Ask 8-year-old Isaiah Kiss of Uniontown about the theft of his wheelchair from his family's garage last weekend, and he'll spell out "S-A-D."
The first-grade student and his family are trying to grasp how anyone could steal a wheelchair from a boy who can't walk.
"This is just so cruel. I still cry every time I think about it," said Isaiah's mother, Traci Kiss.
The theft was discovered Monday about 7:45 a.m. when Traci Kiss went to the garage off Murray Avenue to retrieve the customized wheelchair to put in Isaiah's school van, according to Uniontown police.
"It wasn't anywhere in there, and I just started crying," she said.
Isaiah has spina bifida, a birth defect that affects the spinal cord and has impacted his growth and development.
Tracy Kiss said the wheelchair, equipped for Isaiah's height and special needs, "really is his lifeline to the world." It was fitted for Isaiah, a student at Menallen Elementary School, slightly more than a year ago.
Kiss said Isaiah is paralyzed from the middle of his back down through his legs. The chair is equipped with levers designed so that Isaiah can operate it with his left hand, which is deformed.
"I don't know how long he can go in his old, green wheelchair because his legs are so scrunched up. But he loves school so much, it would kill him to stay home," Traci Kiss said.
Kiss said she put the wheelchair in the garage behind the house Friday about 3:15 p.m. after the school van dropped Isaiah at home. It was gone Monday and was the only item taken.
"They left behind the chair cushion and everything else in the garage," she said.
Police Officer David Rutter said the door was unlocked, and there was no sign of forced entry.
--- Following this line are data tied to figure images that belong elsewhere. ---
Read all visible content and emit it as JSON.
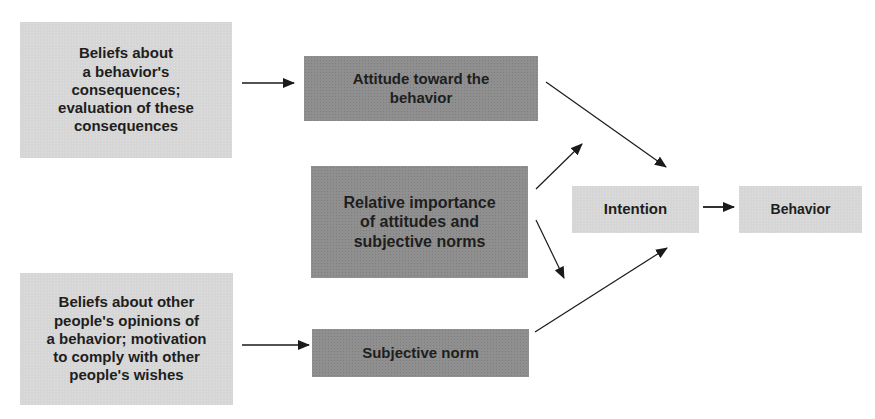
{
  "diagram": {
    "type": "flow-diagram",
    "colors": {
      "light_box": "#d6d6d6",
      "dark_box": "#8f8f8f",
      "text": "#1e1e1e",
      "arrow": "#1a1a1a",
      "background": "#ffffff"
    },
    "nodes": {
      "beliefs_consequences": {
        "label": "Beliefs about\n a behavior's\nconsequences;\nevaluation of these\nconsequences",
        "shade": "light"
      },
      "attitude": {
        "label": "Attitude toward the\nbehavior",
        "shade": "dark"
      },
      "relative_importance": {
        "label": "Relative importance\nof attitudes and\nsubjective norms",
        "shade": "dark"
      },
      "beliefs_others": {
        "label": "Beliefs about other\npeople's opinions of\na behavior; motivation\nto comply with other\npeople's wishes",
        "shade": "light"
      },
      "subjective_norm": {
        "label": "Subjective norm",
        "shade": "dark"
      },
      "intention": {
        "label": "Intention",
        "shade": "light"
      },
      "behavior": {
        "label": "Behavior",
        "shade": "light"
      }
    },
    "edges": [
      {
        "from": "beliefs_consequences",
        "to": "attitude"
      },
      {
        "from": "attitude",
        "to": "intention"
      },
      {
        "from": "relative_importance",
        "to": "attitude"
      },
      {
        "from": "relative_importance",
        "to": "subjective_norm"
      },
      {
        "from": "beliefs_others",
        "to": "subjective_norm"
      },
      {
        "from": "subjective_norm",
        "to": "intention"
      },
      {
        "from": "intention",
        "to": "behavior"
      }
    ]
  }
}
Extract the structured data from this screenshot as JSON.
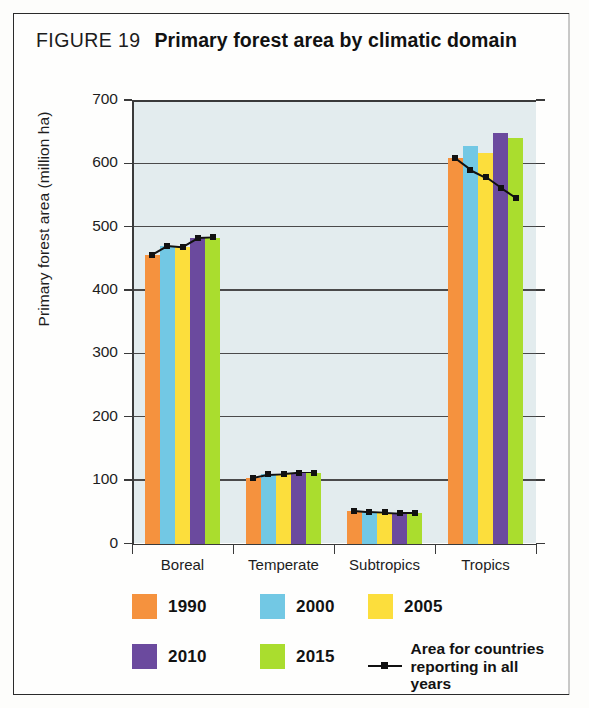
{
  "figure": {
    "number_label": "FIGURE 19",
    "title": "Primary forest area by climatic domain"
  },
  "legend": {
    "entries": [
      {
        "label": "1990",
        "color": "#F5923E"
      },
      {
        "label": "2000",
        "color": "#72C8E4"
      },
      {
        "label": "2005",
        "color": "#FCDE3C"
      },
      {
        "label": "2010",
        "color": "#6B4A9E"
      },
      {
        "label": "2015",
        "color": "#AADD2E"
      }
    ],
    "line_entry": {
      "line1": "Area for countries",
      "line2": "reporting in all years",
      "color": "#111111"
    }
  },
  "chart_data": {
    "type": "bar",
    "title": "Primary forest area by climatic domain",
    "xlabel": "",
    "ylabel": "Primary forest area (million ha)",
    "categories": [
      "Boreal",
      "Temperate",
      "Subtropics",
      "Tropics"
    ],
    "ylim": [
      0,
      700
    ],
    "yticks": [
      0,
      100,
      200,
      300,
      400,
      500,
      600,
      700
    ],
    "grid": true,
    "legend_position": "below",
    "series": [
      {
        "name": "1990",
        "color": "#F5923E",
        "values": [
          456,
          104,
          52,
          608
        ]
      },
      {
        "name": "2000",
        "color": "#72C8E4",
        "values": [
          470,
          109,
          49,
          627
        ]
      },
      {
        "name": "2005",
        "color": "#FCDE3C",
        "values": [
          468,
          110,
          48,
          617
        ]
      },
      {
        "name": "2010",
        "color": "#6B4A9E",
        "values": [
          482,
          112,
          48,
          648
        ]
      },
      {
        "name": "2015",
        "color": "#AADD2E",
        "values": [
          483,
          112,
          48,
          640
        ]
      }
    ],
    "overlay_line": {
      "name": "Area for countries reporting in all years",
      "color": "#111111",
      "values": [
        [
          456,
          470,
          468,
          482,
          483
        ],
        [
          104,
          109,
          110,
          112,
          112
        ],
        [
          52,
          50,
          49,
          48,
          48
        ],
        [
          608,
          590,
          578,
          561,
          545
        ]
      ]
    }
  }
}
"I did catch some of the neighborhood kids one time riding it down the alley and took it off them. I never thought anything like this would happen because the (garage door) is behind the fence" in the yard, Kiss said.
Police canvassed the neighborhood, to no avail.
Traci Kiss said she had Isaiah's older brother, Joshua, 13, and sisters Heather, 9, and Alexis, 6, check with neighborhood children to see if someone was playing a prank.
But there still is no word on the wheelchair.
Police said several people willing to donate a wheelchair have called the station.
But Traci Kiss, who could not estimate the value of the chair except to say it is more than "several thousand dollars," was still holding out hope the thief would show some compassion and return it to the family or police.
"It fits him just right and was so light. I just hope no one turned it in to get money for the metal," she said.
"It's just a shame thinking someone would do something like this to a kid."
Anyone with information on the theft is asked to telephone police at 724-430-2929.